Pioneering Parents: Amy Denton, Community Connections
When Amy Denton helped to start Community Connections, a nonprofit that operates sports and activity programs for children with special needs, she got some puzzled looks over the name.
“People wondered why it didn’t mention kids,” says Denton, a Little Rock business owner and pediatric healthcare advocate who has two typically developing children. “It has turned out to be a legitimate name, though. Everything we do has a connection with the community. Churches donate space, people volunteer. Every aspect is teaming up and partnering.”
Denton’s business, Pediatrics Plus, serves therapy clients in Conway, Little Rock, North Little Rock and Russellville. Everywhere her business has sprouted, so has the nonprofit, which serves 500 to 600 children each year.
“At Pediatrics Plus, we found a lot of parents would confide in us,” says Denton, the mother of 11-year-old Kate and 8-year-old Max. “They had noticed that their kids with special needs were not able to do the kinds of things that their siblings could. So we jumped in.”
Denton has been the president of the nonprofit’s board from the start. Activities have grown from theater, which predated Community Connections in a program called ACTS Jr., to art, basketball, cheerleading, football, golf, music, martial arts and soccer—all free of charge.
“A Hendrix College soccer player wanted to do community service, so we got her involved in our first soccer program, and she ran it for a year and made it sustainable,” Denton says. “A lot of our programs are that way. Somebody comes to us or we reach out to universities or other programs to partner with.” The programs mix typically developing peers with the special needs teams to provide an integrated experience.
Denton, a former pediatric physical therapist who keeps up her license, is “a self-proclaimed child advocate,” she says, relentlessly enthusiastic in discussing brain development, active play, exercise and social connections. “Kids should be kids, regardless of their abilities. Activities are a great way to get involvement with the community.”
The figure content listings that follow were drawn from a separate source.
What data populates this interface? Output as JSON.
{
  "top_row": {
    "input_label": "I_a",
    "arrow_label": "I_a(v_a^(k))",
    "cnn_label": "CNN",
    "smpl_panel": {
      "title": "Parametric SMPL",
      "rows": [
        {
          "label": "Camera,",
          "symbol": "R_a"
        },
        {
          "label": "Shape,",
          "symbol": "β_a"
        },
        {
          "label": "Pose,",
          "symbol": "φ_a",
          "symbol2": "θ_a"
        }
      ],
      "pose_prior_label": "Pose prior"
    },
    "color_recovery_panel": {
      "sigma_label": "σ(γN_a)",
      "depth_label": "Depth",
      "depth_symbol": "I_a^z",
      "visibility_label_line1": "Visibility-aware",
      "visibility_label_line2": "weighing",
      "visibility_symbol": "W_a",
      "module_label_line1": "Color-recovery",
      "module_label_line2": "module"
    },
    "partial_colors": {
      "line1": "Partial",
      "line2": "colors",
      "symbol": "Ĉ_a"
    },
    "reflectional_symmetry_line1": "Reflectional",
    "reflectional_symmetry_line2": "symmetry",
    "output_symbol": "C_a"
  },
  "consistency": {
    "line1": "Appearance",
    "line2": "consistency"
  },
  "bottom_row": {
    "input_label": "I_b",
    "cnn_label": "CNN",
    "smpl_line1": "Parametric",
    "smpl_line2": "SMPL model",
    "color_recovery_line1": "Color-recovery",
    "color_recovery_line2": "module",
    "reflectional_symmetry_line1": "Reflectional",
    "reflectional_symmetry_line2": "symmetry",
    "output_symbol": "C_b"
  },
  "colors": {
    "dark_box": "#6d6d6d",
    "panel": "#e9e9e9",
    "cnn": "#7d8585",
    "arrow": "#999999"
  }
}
A member of the Arkansas Early Childhood Commission, Denton gives much of the credit for the program’s success to its director, Courtney Leach, and to loyal and generous board members who have endowed several programs. Her goal is to spread the activity programs to all corners of the state. “We have low overhead, and we have a volunteer model,” she says. “A town could start the soccer program by raising as little as $2,000 for a year.”
Flashing a winning smile, she shares a memory. “One dad who was an athlete really mourned that he and his son, who had been diagnosed with autism, would never be able to watch Sunday football. But the son got involved with our football program and learned the game. The dad emailed us saying that he and his son had sat down and watched a game. The boy knew the rules and was excited, and the dad said that we had turned what he never thought would happen into reality.”